Dr. Erica Richardson is an Assistant Professor of English at Baruch College, CUNY. She received her dual B.A. in English and Classical Civilization from Wellesley College and her PhD from Columbia University. Her scholarship and teaching interests include the aesthetics and intellectual history of black social life as depicted in late 19th and 20th century African American literary production; the corpus and thought of W.E.B. DuBois; print culture of the Harlem Renaissance; African American drama; and theories of gender and sexuality in African American literature. Her current research project explores how black authors incorporate, critique, and subvert the discourses of the so-called Negro problem through a range of literary productions following the demise of Reconstruction through the Harlem Renaissance. She has presented segments of her work at the American Studies Association (ASA), the National Women’s Studies Association (NWSA), and the American Literature Association (ALA). At Baruch, she teaches courses in the Great Works program and on Harlem Renaissance and Black Women’s Writing.

Ramos-Zayas, Ana

Dr. Ana Y. Ramos-Zayas is Frederick Clifford Ford Professor of Ethnicity, Race, and Migration, Anthropology and American Studies at Yale University. She received her BA in Economics and Latin American Studies from Yale College, and her MA/PhD in Anthropology from Columbia University.
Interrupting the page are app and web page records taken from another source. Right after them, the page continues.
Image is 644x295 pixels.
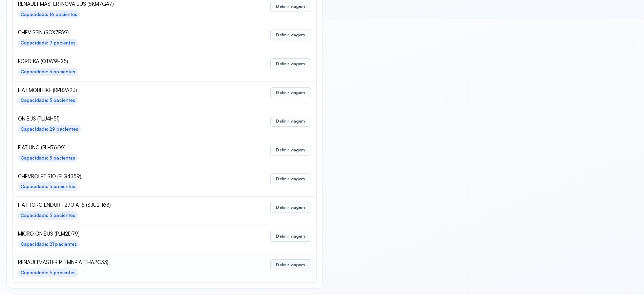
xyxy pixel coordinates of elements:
span: FORD KA (QTW9H25) [18,59,225,65]
div: Capacidade: 5 pacientes [21,97,75,103]
span: ONIBUS (PLU4H51) [18,116,225,122]
button: Definir viagem [271,231,311,242]
button: Definir viagem [271,259,311,270]
span: MICRO ONIBUS (PLM2D79) [18,231,225,237]
span: RENAULT MASTER INOVA BUS (SKM7G47) [18,1,225,7]
div: Capacidade: 29 pacientes [21,126,78,132]
button: Definir viagem [271,87,311,98]
span: FIAT TORO ENDUR T270 AT6 (SJU2H63) [18,202,225,208]
span: CHEV SPIN (SCX7E59) [18,29,225,36]
button: Definir viagem [271,116,311,127]
div: Capacidade: 5 pacientes [21,69,75,75]
span: FIAT MOBI LIKE (RPB2A23) [18,87,225,94]
button: Definir viagem [271,1,311,12]
span: FIAT UNO (PLH7609) [18,144,225,151]
div: Capacidade: 5 pacientes [21,184,75,189]
span: CHEVROLET S10 (PLG4359) [18,174,225,180]
button: Definir viagem [271,59,311,69]
button: Definir viagem [271,29,311,40]
span: RENAULTMASTER PL1 MNP A (THA2C33) [18,259,225,266]
button: Definir viagem [271,174,311,184]
div: Capacidade: 5 pacientes [21,212,75,218]
button: Definir viagem [271,202,311,213]
div: Capacidade: 21 pacientes [21,241,77,247]
div: Capacidade: 16 pacientes [21,12,77,17]
div: Capacidade: 7 pacientes [21,40,76,46]
button: Definir viagem [271,144,311,155]
div: Capacidade: 5 pacientes [21,155,75,161]
div: Capacidade: 6 pacientes [21,270,76,276]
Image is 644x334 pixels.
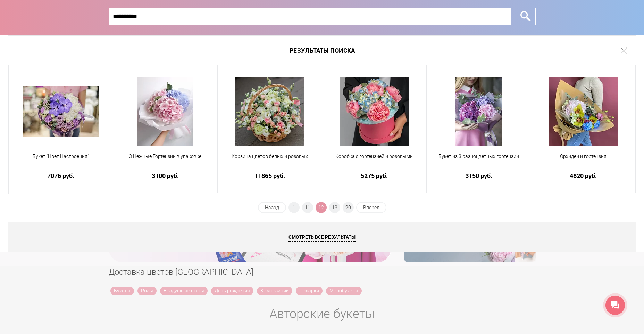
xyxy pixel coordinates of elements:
a: 5275 руб. [327,172,422,180]
a: Корзина цветов белых и розовых [222,153,317,168]
span: 3 Нежные Гортензии в упаковке [118,153,213,160]
a: Букет из 3 разноцветных гортензий [431,153,526,168]
img: Коробка с гортензией и розовыми пионами [339,77,409,146]
a: 3100 руб. [118,172,213,180]
span: 12 [316,202,327,213]
a: 3150 руб. [431,172,526,180]
a: Коробка с гортензией и розовыми пионами [327,153,422,168]
a: Назад [258,202,286,213]
h1: Результаты поиска [8,35,636,65]
a: 11 [302,202,313,213]
a: 4820 руб. [536,172,630,180]
span: Смотреть все результаты [289,234,355,242]
span: Букет "Цвет Настроения" [13,153,108,160]
span: Корзина цветов белых и розовых [222,153,317,160]
img: Букет из 3 разноцветных гортензий [456,77,501,146]
a: Букет "Цвет Настроения" [13,153,108,168]
a: 7076 руб. [13,172,108,180]
a: 1 [289,202,299,213]
a: Орхидеи и гортензия [536,153,630,168]
span: Коробка с гортензией и розовыми пионами [327,153,422,160]
img: Букет "Цвет Настроения" [23,86,99,137]
a: 20 [343,202,354,213]
a: 11865 руб. [222,172,317,180]
span: Букет из 3 разноцветных гортензий [431,153,526,160]
a: Вперед [356,202,386,213]
a: 3 Нежные Гортензии в упаковке [118,153,213,168]
img: 3 Нежные Гортензии в упаковке [138,77,193,146]
a: Смотреть все результаты [8,222,636,252]
img: Корзина цветов белых и розовых [235,77,305,146]
img: Орхидеи и гортензия [549,77,618,146]
a: 13 [329,202,340,213]
span: Орхидеи и гортензия [536,153,630,160]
Her most recent book, Parenting Empires: Whiteness, Class, and the Moral Economy of Privilege in Latin America (Duke University Press, 2020), examines the parenting practices of Brazilian and Puerto Rican upper-classes, as these alter urban landscapes; provide moral justifications for segregation, surveillance, and foreign interventions; and recast idioms of crisis, corruption, and austerity according to the dictums of US empire. Some of her earlier works include National Performances: Class, Race, and Space in Puerto Rican Chicago (The University of Chicago Press, 2003; ASA Latino Studies Book Award, 2006) and Street Therapists: Affect, Race, and Neoliberal Personhood in Latino Newark (The University of Chicago Press, 2012; Frank Bonilla Book Award 2010-12). Ramos-Zayas is also co-author of Latino Crossings: Mexicans, Puerto Ricans, and the Politics of Race and Citizenship (Routledge, 2003); co-editor of Critical Dialogues in Latinx Studies: A Handbook (NYU Press, in press); and co-editor of Whiteness in Latin America and the Caribbean (LACES, Latin American Studies Association, forthcoming). Ramos-Zayas’ ethnographic work aims to understand and disentangle systems of power and privilege at a variety of scales, ranging from U.S. imperial and white supremacist politics to how individuals and communities make sense of everyday forms of power and subordination. Issues of social justice and the intersection of intimate worlds, anthropology of affect, and political economy are fundamental concerns in her research. Her current research focuses on Latinx and Latin American “life coaches,” therapeutic social justice initiatives, and the cultural sociology of projects of the self.